Asia

Hong Kong IPOs Rally 40%, More Firms Investing in City Despite Protests Over Extradition Bill

Roughly 70 firms were publicly listed on the Hong Kong stock exchange, financial consultancy KPMG revealed, up 40 percent from last year and the highest in five years.
Sputnik

Analysts believe that loosening listing rules for biotech companies has helped boost Hong Kong stocks by allowing startups to list their shares before posting revenues, a report from KPMG China revealed.

KPMG China manager in Hong Kong, Hoshiyuki Takahashi, said that Hong Kong aimed to “increase innovative companies that float on their market”, as well as strengthening the city-state's position as a finance hub compared to powerhouses such as Shenzhen or the US.

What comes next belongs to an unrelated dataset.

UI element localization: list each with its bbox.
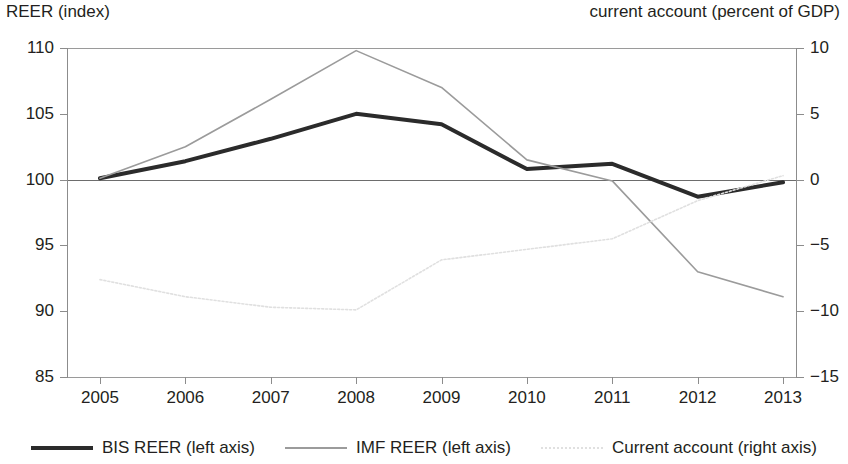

"With this deregulation toward biotech firms, Hong Kong wants to attract companies with more technical prowess," Mr Takahashi said.

E-commerce giant Alibaba Group Holding will launch a secondary listing in Hong Kong to encourage other companies to join the SAR's stock market.

Hong Kong should also remain a key IPO market in the second half of 2019, analysts say, with Ernst & Young forecasting a stable market as China implements shares from mainland companies listed in Hong Kong open to purchase from any nation, known as ‘H shares’, adding that doing so would be “conductive to attracting mainland enterprises to go public in Hong Kong”.

The news comes despite Beijing introducing a bill allowing the extradition of suspects from Hong Kong to mainland China, with millions protesting the proposed law. But analysts stated that this has not affected Hong Kong’s markets and the US trade war against China has made little impact on business in the city.

"The effect of the intensified relationship between Washington and Beijing also has yet to cause any major blows," KPMG Asia’s listing advisory group director in Hong Kong, Toshihiro Kawamura, said, adding that potential companies seeking Hong Kong IPOs “remains high, at around 190”.

Mainland China has also launched its technology innovation board, rivalling the US Nasdaq exchange, to boost its appeal to mainland companies and help domestic tech firms with investments amid growing trade rivalries with the US over technology.

Protests have rocked Hong Kong as the city suspended the extradition bill indefinitely and Hong Kong CEO Carrie Lam issued a public apology, but protestors are demanding a full withdrawal of the amendments and attempted unsuccessfully to storm the city's parliament building at 11:20 GMT on Sunday.

China has restated that Hong Kong issues were a matter of China’s domestic policy and urged external forces not to interfere. Hong Kong is a special administrative region of China, which reunited with the mainland in 1997 via Beijing’s “one country, two systems” principle, allowing the city to operate autonomously from the rest of China.